Monday, January 23, 2006

Troche zimno...

I think I am finally beginning to tire of the winter. Yesterday was the coldest day in January with a high temperature of minus 20 degrees. That's almost thirty degrees difference between here and England and all of a sudden, ten degrees above freezing sounds positively tropical. Even the news that the weather will 'warm up' to a maximum of minus nine is greeted with enthusiasm. With the increase in temperature comes the promise of more snow and, as yet, I'm not fed up of that. I still get that excited might-get-a-day-off-school feeling in the morning when I look out of the window to see the street covered in snow and the cars going slowly round the corner sideways. It's a very childlike happiness, the sight of a fresh fall of clean, white snow, but it's one I think I will never tire of. Perhaps a remnant of living for so long in a country where the promise of snow is always greater than the reality.

I am, however, getting fed up of layering. Today I had to be at work, as usual for a Monday, at 7.30am. I get up at 6am and have, usually, plenty of time for a shower and coffee before venturing out to get the bus. The last couple of weeks though, have seen me nearly miss the bus on several occasions. This is all due to layering. An essential, and time consuming, part of the day. First the normal underwear, then the thermal: long johns and a long-sleeved top. Over this goes jeans and a t-shirt. Then a thin wool jumper, and a hoody. Boots, down jacket, scarf, hat and gloves. Then once I'm outside I put the hood up. I haven't owned a coat with a hood on since I was a kid and absolutely no-one put their hoods up then in case everyone else thought you were a big girl's blouse or something. Now I don't give a shiney sh*te. If I'm warm I don't care what I look like. I mean, everyone else is all bundled up. Everyone else's hair looks like mice have been nesting in it, everyone else's nose is redder than a baboon's bum, so who is looking at me? Dokładnie. No-one.
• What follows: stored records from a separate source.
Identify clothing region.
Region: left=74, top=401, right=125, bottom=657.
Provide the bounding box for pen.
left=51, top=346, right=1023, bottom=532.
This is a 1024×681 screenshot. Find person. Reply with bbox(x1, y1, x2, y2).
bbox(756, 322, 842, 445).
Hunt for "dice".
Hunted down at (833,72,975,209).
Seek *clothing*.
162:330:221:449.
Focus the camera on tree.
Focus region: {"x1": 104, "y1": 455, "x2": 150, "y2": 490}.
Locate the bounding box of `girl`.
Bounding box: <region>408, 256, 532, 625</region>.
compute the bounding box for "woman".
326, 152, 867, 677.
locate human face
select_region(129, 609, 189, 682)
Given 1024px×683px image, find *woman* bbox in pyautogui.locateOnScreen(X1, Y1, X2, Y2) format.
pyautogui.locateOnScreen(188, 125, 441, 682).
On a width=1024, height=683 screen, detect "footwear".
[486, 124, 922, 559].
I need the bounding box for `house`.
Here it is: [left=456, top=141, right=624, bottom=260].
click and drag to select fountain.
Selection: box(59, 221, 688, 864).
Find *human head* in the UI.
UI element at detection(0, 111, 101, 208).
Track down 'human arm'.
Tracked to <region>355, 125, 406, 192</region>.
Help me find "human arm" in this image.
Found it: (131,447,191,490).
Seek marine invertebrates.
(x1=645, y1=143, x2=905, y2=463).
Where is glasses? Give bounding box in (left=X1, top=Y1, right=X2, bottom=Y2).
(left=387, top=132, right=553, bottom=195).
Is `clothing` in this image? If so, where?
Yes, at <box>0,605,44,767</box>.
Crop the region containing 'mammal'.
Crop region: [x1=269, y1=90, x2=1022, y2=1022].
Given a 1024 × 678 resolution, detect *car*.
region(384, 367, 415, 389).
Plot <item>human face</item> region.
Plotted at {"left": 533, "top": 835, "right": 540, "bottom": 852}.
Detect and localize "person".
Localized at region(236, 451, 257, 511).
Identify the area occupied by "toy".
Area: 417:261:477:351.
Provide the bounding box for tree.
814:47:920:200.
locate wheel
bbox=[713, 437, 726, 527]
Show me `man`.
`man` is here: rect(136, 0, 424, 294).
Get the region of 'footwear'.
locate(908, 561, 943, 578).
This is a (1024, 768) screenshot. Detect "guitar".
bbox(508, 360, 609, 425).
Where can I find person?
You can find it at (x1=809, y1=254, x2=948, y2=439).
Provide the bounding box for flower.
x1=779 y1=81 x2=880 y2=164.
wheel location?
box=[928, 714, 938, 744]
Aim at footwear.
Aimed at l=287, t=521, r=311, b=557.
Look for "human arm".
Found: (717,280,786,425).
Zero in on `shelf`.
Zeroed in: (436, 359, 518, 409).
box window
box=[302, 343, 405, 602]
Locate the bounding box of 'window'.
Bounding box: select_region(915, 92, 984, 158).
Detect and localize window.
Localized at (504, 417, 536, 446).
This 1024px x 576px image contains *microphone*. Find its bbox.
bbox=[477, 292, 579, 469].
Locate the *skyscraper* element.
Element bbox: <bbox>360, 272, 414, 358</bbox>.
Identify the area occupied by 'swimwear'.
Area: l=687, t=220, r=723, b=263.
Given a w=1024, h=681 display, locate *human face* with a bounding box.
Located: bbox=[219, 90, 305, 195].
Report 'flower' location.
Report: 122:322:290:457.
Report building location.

Over the weekend it snowed again, but it was the thin, powdery, annoying snow that stings your face and gets in your eyes and through the tiniest gap in your clothes. It must have snowed all of Friday night and it continued all day Saturday until after it went dark. Relentless, covering everything with a light film of white. Occasionally a flake would rest on a scarf or hat, a perfect six-pointed star, small and delicate, not melting because it was too cold and sharp enough to be able to study it carefully for some minutes. A thing that is beautiful, but so small and fragile at the same time. Together with others it can, and does, wreak havoc. In the hospital car park five snow-ploughs chased each other round and round before heading off in convoy towards the bridge where, on Friday morning, a speed-freak youngster doing over 100kph crashed his car into a bus shelter full of passengers, killing five of them and injuring several more. His car bounced over the parapet and down onto the road beneath but he walked away unhurt. The police said that he hit the people at the bus shelter so hard some of them flew through the air to land over thirty metres away, in the middle of a busy highway.

On Sunday the sun came out and the temperature dropped. Over the last couple of weeks the river has slowly been getting more and more clogged with ice. Small round floes, many of which carried a solitary seagull, or a host of cormorants, their wings held out to dry in the weak January sun, floated silently along the Vistula heading for Gdansk and the Baltic where they would try to congregate into a mass of wannabe icebergs. When the lumps hit the supports of the bridge, they made quiet slushing sounds that were like cold breaths in the crisp air. Overhead the traffic continued to thunder across the bridge, but down by the water, all waquiet. The only people there were me and a lonely fisherman, sitting on the ice hoping to catch a frozen fillet. That was last week. This week the ice has solidified and now the river is, on its surface at least, one solid mass of ice. The seagulls have gone now; their little boats are no longer viable means of transport. A group of Fieldfare, looking confused, could be seen trying to get a drink from the tiniest of holes that remained on the surface. They, too, will fly away soon, to Germany or somewhere further west, where the ground isn't solid and there is at least some sort of food.

To see the river was incredible, the widest stretch of water I have ever seen: solid, frozen and white. We had taken a bus there and walked across the bridge, then a tram and bus back to the flat. It took us less than an hour but by the time we returned we'd both had enough. How do people live in places where it is minus 20 or 30 for weeks at a time?

Today is just as cold and the prognosis for tomorrow is for the same but with more snow forecast on Wednesday. To experience this long, cold winter has long been a dream, to live through the snow and ice, the buses with their inside windows frozen - despite the heater being on - and to layer-up against the cold. Now it's becoming a chore, the hats and gloves and scarves every time you want to go out anywhere, even to the bin. When spring comes, as come it must, it will be a joyous occasion, to welcome the new growth, to see the green poking through the snow, to avoid being crushed by snow sliding off roofs, to feel the warm breeze and to know that on that breeze is the prospect of another summer in Warsaw.